Will helped Robin sneak into the house through the servant’s postern entrance. The servants pretended not to notice her passage as she stole into the hall, but she saw one of the kitchen girls follow her out and knew that she had gone to tell Darah that she had returned.

Sure enough, Robin had only just reached her quarters and begun to tear off her sweat-soaked overdress when Darah strode into the room.

Robin ignored her, knowing too well what she would see — a short, matronly woman in her mid-forties, with coiffed black hair and a face scarred from the pox. Her lack of beauty made her sharp, and she tended to whet her tongue on Robin. In spite of all that, she was kind-hearted and tried to bestow on her charges some modicum of ladylike decency and grace. Robin nettled her endlessly.

Right now, she knew that Darah was glaring. “Of course you would choose today to play with that abhorrent weapon you fancy,” the woman complained, picking up the sweat-soaked clothes as quickly as Robin doffed them. “Never mind that I haven’t had time to fit your dress and that your guests will be here in an hour and — oh, what am I supposed to do with you, Robin?” she demanded, catching Robin’s hands and tsking over the brightened calluses.

“Send me to my room without supper?” Robin asked hopefully.

“Don’t be pert.”

To Robin’s annoyance, Darah ordered her to soak her hands in cold water while she arranged Robin’s hair, carefully braiding the strands into a delicate coil that perched on Robin’s head with more grace than the girl probably deserved. In spite of the scolding, Darah appeared to be in a very good mood. She was even humming quietly under her breath.
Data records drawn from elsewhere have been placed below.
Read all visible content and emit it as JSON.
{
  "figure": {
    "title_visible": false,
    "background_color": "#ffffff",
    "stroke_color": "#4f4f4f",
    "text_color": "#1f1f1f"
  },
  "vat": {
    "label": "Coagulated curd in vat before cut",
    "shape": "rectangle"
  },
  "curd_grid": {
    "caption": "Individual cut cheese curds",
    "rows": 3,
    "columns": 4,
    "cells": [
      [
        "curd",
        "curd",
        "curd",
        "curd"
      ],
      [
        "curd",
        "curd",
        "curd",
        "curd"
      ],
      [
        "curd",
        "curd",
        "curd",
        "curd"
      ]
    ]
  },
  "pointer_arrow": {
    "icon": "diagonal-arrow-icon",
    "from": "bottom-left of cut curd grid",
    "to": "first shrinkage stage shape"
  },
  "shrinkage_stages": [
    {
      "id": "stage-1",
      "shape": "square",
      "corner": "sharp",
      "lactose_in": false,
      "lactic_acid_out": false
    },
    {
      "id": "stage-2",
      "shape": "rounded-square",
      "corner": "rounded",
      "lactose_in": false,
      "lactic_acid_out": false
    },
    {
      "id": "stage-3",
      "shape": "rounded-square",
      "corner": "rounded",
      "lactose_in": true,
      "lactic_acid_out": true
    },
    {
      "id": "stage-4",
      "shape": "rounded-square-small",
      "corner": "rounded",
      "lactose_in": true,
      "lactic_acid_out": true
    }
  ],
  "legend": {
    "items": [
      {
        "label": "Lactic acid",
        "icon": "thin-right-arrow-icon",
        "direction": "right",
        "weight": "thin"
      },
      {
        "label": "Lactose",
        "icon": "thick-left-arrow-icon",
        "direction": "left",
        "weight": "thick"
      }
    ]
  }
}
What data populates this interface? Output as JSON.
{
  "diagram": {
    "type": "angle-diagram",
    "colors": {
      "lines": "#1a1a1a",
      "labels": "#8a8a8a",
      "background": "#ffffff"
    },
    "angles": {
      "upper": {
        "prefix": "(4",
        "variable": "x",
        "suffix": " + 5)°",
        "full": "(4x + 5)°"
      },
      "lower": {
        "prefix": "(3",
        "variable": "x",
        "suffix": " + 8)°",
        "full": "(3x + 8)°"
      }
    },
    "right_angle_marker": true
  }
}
It was her queerly buoyant demeanor that prompted Robin to ask, “Do you know what surprise my father has planned for me?”
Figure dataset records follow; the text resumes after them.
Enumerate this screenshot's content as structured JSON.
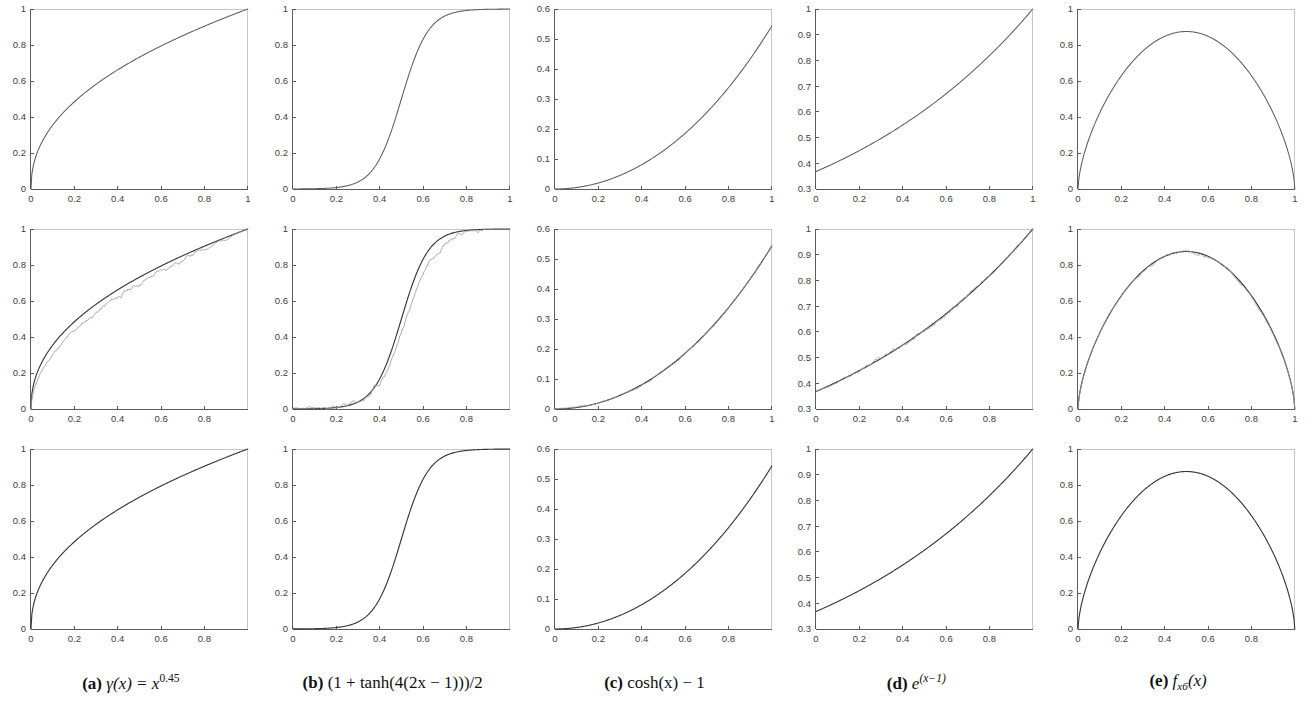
{
  "figure": {
    "rows": 3,
    "cols": 5,
    "row_roles": [
      "target-function",
      "approximation-vs-noisy-sample",
      "learned-approximation"
    ],
    "background_color": "#ffffff",
    "axis_color": "#4a4a4a",
    "curve_color_main": "#5e5e5e",
    "curve_color_approx": "#3a3a3a",
    "curve_color_noisy": "#9a9a9a"
  },
  "captions": [
    {
      "id": "a",
      "label": "(a)",
      "text": "γ(x) = x^0.45",
      "func": "gamma",
      "base": "γ(x) = x",
      "exp": "0.45"
    },
    {
      "id": "b",
      "label": "(b)",
      "text": "(1 + tanh(4(2x − 1)))/2",
      "func": "tanh"
    },
    {
      "id": "c",
      "label": "(c)",
      "text": "cosh(x) − 1",
      "func": "cosh"
    },
    {
      "id": "d",
      "label": "(d)",
      "text": "e^(x−1)",
      "func": "exp",
      "base": "e",
      "exp": "(x−1)"
    },
    {
      "id": "e",
      "label": "(e)",
      "text": "f x6 (x)",
      "func": "fx6",
      "base": "f",
      "sub": "x6",
      "tail": "(x)"
    }
  ],
  "chart_data": [
    {
      "panel": "a-top",
      "row": 0,
      "col": 0,
      "type": "line",
      "title": "",
      "xlabel": "",
      "ylabel": "",
      "xlim": [
        0,
        1
      ],
      "ylim": [
        0,
        1
      ],
      "grid": false,
      "legend": null,
      "xticks": [
        0,
        0.2,
        0.4,
        0.6,
        0.8,
        1
      ],
      "xticklabels": [
        "0",
        "0.2",
        "0.4",
        "0.6",
        "0.8",
        "1"
      ],
      "yticks": [
        0,
        0.2,
        0.4,
        0.6,
        0.8,
        1
      ],
      "yticklabels": [
        "0",
        "0.2",
        "0.4",
        "0.6",
        "0.8",
        "1"
      ],
      "series": [
        {
          "name": "gamma(x) = x^0.45",
          "kind": "main",
          "formula": "pow",
          "p": 0.45,
          "x": [
            0,
            0.02,
            0.05,
            0.1,
            0.15,
            0.2,
            0.3,
            0.4,
            0.5,
            0.6,
            0.7,
            0.8,
            0.9,
            1
          ],
          "values": [
            0,
            0.172,
            0.261,
            0.357,
            0.427,
            0.488,
            0.589,
            0.669,
            0.732,
            0.787,
            0.834,
            0.878,
            0.954,
            1
          ]
        }
      ]
    },
    {
      "panel": "b-top",
      "row": 0,
      "col": 1,
      "type": "line",
      "xlim": [
        0,
        1
      ],
      "ylim": [
        0,
        1
      ],
      "grid": false,
      "legend": null,
      "xticks": [
        0,
        0.2,
        0.4,
        0.6,
        0.8,
        1
      ],
      "xticklabels": [
        "0",
        "0.2",
        "0.4",
        "0.6",
        "0.8",
        "1"
      ],
      "yticks": [
        0,
        0.2,
        0.4,
        0.6,
        0.8,
        1
      ],
      "yticklabels": [
        "0",
        "0.2",
        "0.4",
        "0.6",
        "0.8",
        "1"
      ],
      "series": [
        {
          "name": "(1+tanh(4(2x-1)))/2",
          "kind": "main",
          "formula": "tanh",
          "k": 8,
          "x": [
            0,
            0.1,
            0.2,
            0.3,
            0.4,
            0.45,
            0.5,
            0.55,
            0.6,
            0.7,
            0.8,
            0.9,
            1
          ],
          "values": [
            0.0002,
            0.0009,
            0.004,
            0.018,
            0.081,
            0.154,
            0.5,
            0.846,
            0.919,
            0.982,
            0.996,
            0.999,
            1
          ]
        }
      ]
    },
    {
      "panel": "c-top",
      "row": 0,
      "col": 2,
      "type": "line",
      "xlim": [
        0,
        1
      ],
      "ylim": [
        0,
        0.6
      ],
      "grid": false,
      "legend": null,
      "xticks": [
        0,
        0.2,
        0.4,
        0.6,
        0.8,
        1
      ],
      "xticklabels": [
        "0",
        "0.2",
        "0.4",
        "0.6",
        "0.8",
        "1"
      ],
      "yticks": [
        0,
        0.1,
        0.2,
        0.3,
        0.4,
        0.5,
        0.6
      ],
      "yticklabels": [
        "0",
        "0.1",
        "0.2",
        "0.3",
        "0.4",
        "0.5",
        "0.6"
      ],
      "series": [
        {
          "name": "cosh(x)-1",
          "kind": "main",
          "formula": "cosh",
          "x": [
            0,
            0.1,
            0.2,
            0.3,
            0.4,
            0.5,
            0.6,
            0.7,
            0.8,
            0.9,
            1
          ],
          "values": [
            0,
            0.005,
            0.02,
            0.045,
            0.081,
            0.128,
            0.186,
            0.255,
            0.337,
            0.433,
            0.543
          ]
        }
      ]
    },
    {
      "panel": "d-top",
      "row": 0,
      "col": 3,
      "type": "line",
      "xlim": [
        0,
        1
      ],
      "ylim": [
        0.3,
        1
      ],
      "grid": false,
      "legend": null,
      "xticks": [
        0,
        0.2,
        0.4,
        0.6,
        0.8,
        1
      ],
      "xticklabels": [
        "0",
        "0.2",
        "0.4",
        "0.6",
        "0.8",
        "1"
      ],
      "yticks": [
        0.3,
        0.4,
        0.5,
        0.6,
        0.7,
        0.8,
        0.9,
        1
      ],
      "yticklabels": [
        "0.3",
        "0.4",
        "0.5",
        "0.6",
        "0.7",
        "0.8",
        "0.9",
        "1"
      ],
      "series": [
        {
          "name": "e^(x-1)",
          "kind": "main",
          "formula": "exp",
          "x": [
            0,
            0.1,
            0.2,
            0.3,
            0.4,
            0.5,
            0.6,
            0.7,
            0.8,
            0.9,
            1
          ],
          "values": [
            0.368,
            0.407,
            0.449,
            0.497,
            0.549,
            0.607,
            0.67,
            0.741,
            0.819,
            0.905,
            1
          ]
        }
      ]
    },
    {
      "panel": "e-top",
      "row": 0,
      "col": 4,
      "type": "line",
      "xlim": [
        0,
        1
      ],
      "ylim": [
        0,
        1
      ],
      "grid": false,
      "legend": null,
      "xticks": [
        0,
        0.2,
        0.4,
        0.6,
        0.8,
        1
      ],
      "xticklabels": [
        "0",
        "0.2",
        "0.4",
        "0.6",
        "0.8",
        "1"
      ],
      "yticks": [
        0,
        0.2,
        0.4,
        0.6,
        0.8,
        1
      ],
      "yticklabels": [
        "0",
        "0.2",
        "0.4",
        "0.6",
        "0.8",
        "1"
      ],
      "series": [
        {
          "name": "f_x6(x)",
          "kind": "main",
          "formula": "bump",
          "peak": 0.875,
          "x": [
            0,
            0.05,
            0.1,
            0.2,
            0.3,
            0.4,
            0.5,
            0.6,
            0.7,
            0.8,
            0.9,
            0.95,
            1
          ],
          "values": [
            0,
            0.27,
            0.44,
            0.66,
            0.79,
            0.86,
            0.875,
            0.86,
            0.79,
            0.66,
            0.44,
            0.27,
            0
          ]
        }
      ]
    },
    {
      "panel": "a-mid",
      "row": 1,
      "col": 0,
      "type": "line",
      "xlim": [
        0,
        1
      ],
      "ylim": [
        0,
        1
      ],
      "grid": false,
      "legend": null,
      "xticks": [
        0,
        0.2,
        0.4,
        0.6,
        0.8
      ],
      "xticklabels": [
        "0",
        "0.2",
        "0.4",
        "0.6",
        "0.8"
      ],
      "yticks": [
        0,
        0.2,
        0.4,
        0.6,
        0.8,
        1
      ],
      "yticklabels": [
        "0",
        "0.2",
        "0.4",
        "0.6",
        "0.8",
        "1"
      ],
      "series": [
        {
          "name": "gamma(x) = x^0.45",
          "kind": "approx",
          "formula": "pow",
          "p": 0.45
        },
        {
          "name": "noisy estimate",
          "kind": "noisy",
          "formula": "pow",
          "p": 0.52,
          "noise": 0.012,
          "seed": 11
        }
      ]
    },
    {
      "panel": "b-mid",
      "row": 1,
      "col": 1,
      "type": "line",
      "xlim": [
        0,
        1
      ],
      "ylim": [
        0,
        1
      ],
      "grid": false,
      "legend": null,
      "xticks": [
        0,
        0.2,
        0.4,
        0.6,
        0.8
      ],
      "xticklabels": [
        "0",
        "0.2",
        "0.4",
        "0.6",
        "0.8"
      ],
      "yticks": [
        0,
        0.2,
        0.4,
        0.6,
        0.8,
        1
      ],
      "yticklabels": [
        "0",
        "0.2",
        "0.4",
        "0.6",
        "0.8",
        "1"
      ],
      "series": [
        {
          "name": "(1+tanh(4(2x-1)))/2",
          "kind": "approx",
          "formula": "tanh",
          "k": 8
        },
        {
          "name": "noisy estimate",
          "kind": "noisy",
          "formula": "tanh",
          "k": 7.3,
          "shift": -0.022,
          "noise": 0.016,
          "seed": 23
        }
      ]
    },
    {
      "panel": "c-mid",
      "row": 1,
      "col": 2,
      "type": "line",
      "xlim": [
        0,
        1
      ],
      "ylim": [
        0,
        0.6
      ],
      "grid": false,
      "legend": null,
      "xticks": [
        0,
        0.2,
        0.4,
        0.6,
        0.8,
        1
      ],
      "xticklabels": [
        "0",
        "0.2",
        "0.4",
        "0.6",
        "0.8",
        "1"
      ],
      "yticks": [
        0,
        0.1,
        0.2,
        0.3,
        0.4,
        0.5,
        0.6
      ],
      "yticklabels": [
        "0",
        "0.1",
        "0.2",
        "0.3",
        "0.4",
        "0.5",
        "0.6"
      ],
      "series": [
        {
          "name": "cosh(x)-1",
          "kind": "approx",
          "formula": "cosh"
        },
        {
          "name": "noisy estimate",
          "kind": "noisy",
          "formula": "cosh",
          "noise": 0.006,
          "seed": 37
        }
      ]
    },
    {
      "panel": "d-mid",
      "row": 1,
      "col": 3,
      "type": "line",
      "xlim": [
        0,
        1
      ],
      "ylim": [
        0.3,
        1
      ],
      "grid": false,
      "legend": null,
      "xticks": [
        0,
        0.2,
        0.4,
        0.6,
        0.8
      ],
      "xticklabels": [
        "0",
        "0.2",
        "0.4",
        "0.6",
        "0.8"
      ],
      "yticks": [
        0.3,
        0.4,
        0.5,
        0.6,
        0.7,
        0.8,
        0.9,
        1
      ],
      "yticklabels": [
        "0.3",
        "0.4",
        "0.5",
        "0.6",
        "0.7",
        "0.8",
        "0.9",
        "1"
      ],
      "series": [
        {
          "name": "e^(x-1)",
          "kind": "approx",
          "formula": "exp"
        },
        {
          "name": "noisy estimate",
          "kind": "noisy",
          "formula": "exp",
          "noise": 0.011,
          "seed": 53
        }
      ]
    },
    {
      "panel": "e-mid",
      "row": 1,
      "col": 4,
      "type": "line",
      "xlim": [
        0,
        1
      ],
      "ylim": [
        0,
        1
      ],
      "grid": false,
      "legend": null,
      "xticks": [
        0,
        0.2,
        0.4,
        0.6,
        0.8,
        1
      ],
      "xticklabels": [
        "0",
        "0.2",
        "0.4",
        "0.6",
        "0.8",
        "1"
      ],
      "yticks": [
        0,
        0.2,
        0.4,
        0.6,
        0.8,
        1
      ],
      "yticklabels": [
        "0",
        "0.2",
        "0.4",
        "0.6",
        "0.8",
        "1"
      ],
      "series": [
        {
          "name": "f_x6(x)",
          "kind": "approx",
          "formula": "bump",
          "peak": 0.875
        },
        {
          "name": "noisy estimate",
          "kind": "noisy",
          "formula": "bump",
          "peak": 0.872,
          "noise": 0.008,
          "seed": 71
        }
      ]
    },
    {
      "panel": "a-bot",
      "row": 2,
      "col": 0,
      "type": "line",
      "xlim": [
        0,
        1
      ],
      "ylim": [
        0,
        1
      ],
      "grid": false,
      "legend": null,
      "xticks": [
        0,
        0.2,
        0.4,
        0.6,
        0.8
      ],
      "xticklabels": [
        "0",
        "0.2",
        "0.4",
        "0.6",
        "0.8"
      ],
      "yticks": [
        0,
        0.2,
        0.4,
        0.6,
        0.8,
        1
      ],
      "yticklabels": [
        "0",
        "0.2",
        "0.4",
        "0.6",
        "0.8",
        "1"
      ],
      "series": [
        {
          "name": "gamma(x) = x^0.45",
          "kind": "approx",
          "formula": "pow",
          "p": 0.45
        }
      ]
    },
    {
      "panel": "b-bot",
      "row": 2,
      "col": 1,
      "type": "line",
      "xlim": [
        0,
        1
      ],
      "ylim": [
        0,
        1
      ],
      "grid": false,
      "legend": null,
      "xticks": [
        0,
        0.2,
        0.4,
        0.6,
        0.8
      ],
      "xticklabels": [
        "0",
        "0.2",
        "0.4",
        "0.6",
        "0.8"
      ],
      "yticks": [
        0,
        0.2,
        0.4,
        0.6,
        0.8,
        1
      ],
      "yticklabels": [
        "0",
        "0.2",
        "0.4",
        "0.6",
        "0.8",
        "1"
      ],
      "series": [
        {
          "name": "(1+tanh(4(2x-1)))/2",
          "kind": "approx",
          "formula": "tanh",
          "k": 8
        }
      ]
    },
    {
      "panel": "c-bot",
      "row": 2,
      "col": 2,
      "type": "line",
      "xlim": [
        0,
        1
      ],
      "ylim": [
        0,
        0.6
      ],
      "grid": false,
      "legend": null,
      "xticks": [
        0,
        0.2,
        0.4,
        0.6,
        0.8
      ],
      "xticklabels": [
        "0",
        "0.2",
        "0.4",
        "0.6",
        "0.8"
      ],
      "yticks": [
        0,
        0.1,
        0.2,
        0.3,
        0.4,
        0.5,
        0.6
      ],
      "yticklabels": [
        "0",
        "0.1",
        "0.2",
        "0.3",
        "0.4",
        "0.5",
        "0.6"
      ],
      "series": [
        {
          "name": "cosh(x)-1",
          "kind": "approx",
          "formula": "cosh"
        }
      ]
    },
    {
      "panel": "d-bot",
      "row": 2,
      "col": 3,
      "type": "line",
      "xlim": [
        0,
        1
      ],
      "ylim": [
        0.3,
        1
      ],
      "grid": false,
      "legend": null,
      "xticks": [
        0,
        0.2,
        0.4,
        0.6,
        0.8
      ],
      "xticklabels": [
        "0",
        "0.2",
        "0.4",
        "0.6",
        "0.8"
      ],
      "yticks": [
        0.3,
        0.4,
        0.5,
        0.6,
        0.7,
        0.8,
        0.9,
        1
      ],
      "yticklabels": [
        "0.3",
        "0.4",
        "0.5",
        "0.6",
        "0.7",
        "0.8",
        "0.9",
        "1"
      ],
      "series": [
        {
          "name": "e^(x-1)",
          "kind": "approx",
          "formula": "exp"
        }
      ]
    },
    {
      "panel": "e-bot",
      "row": 2,
      "col": 4,
      "type": "line",
      "xlim": [
        0,
        1
      ],
      "ylim": [
        0,
        1
      ],
      "grid": false,
      "legend": null,
      "xticks": [
        0,
        0.2,
        0.4,
        0.6,
        0.8
      ],
      "xticklabels": [
        "0",
        "0.2",
        "0.4",
        "0.6",
        "0.8"
      ],
      "yticks": [
        0,
        0.2,
        0.4,
        0.6,
        0.8,
        1
      ],
      "yticklabels": [
        "0",
        "0.2",
        "0.4",
        "0.6",
        "0.8",
        "1"
      ],
      "series": [
        {
          "name": "f_x6(x)",
          "kind": "approx",
          "formula": "bump",
          "peak": 0.875
        }
      ]
    }
  ]
}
Darah sputtered, nearly dropping her comb. “I would not presume to know any of Sir Locksley’s plans. Now try this on.” Without waiting for an answer, Darah pulled a gown over Robin’s head, expertly avoiding her hair. Robin shrugged into its folds with ill grace. She had a feeling that Darah wasn’t telling her the truth.

Darah sighed. “Just as I thought. It is too short. Well, there’s no time to fix it now — you’ll just have to wear it like that.”

Robin turned and gazed at her reflection in the mirror. The dress was a handsome wine-red, a color that brought out the red highlights in her golden hair and the deep blue of her eyes. Its hem fell just above her ankles, and this was what had Darah so dismayed. The rest of the dress, though, was perfect. The skirts were full, the waist was narrow, and the top exposed her throat in the latest fashion.

Robin hated it.

Just then, Will poked his head into her room. “Are you ready yet?” he asked. He stepped inside, caught sight of her and whistled. “Wow, Robin, you look like a lady.” Then he ducked back out again to avoid the pillow that Robin threw at him.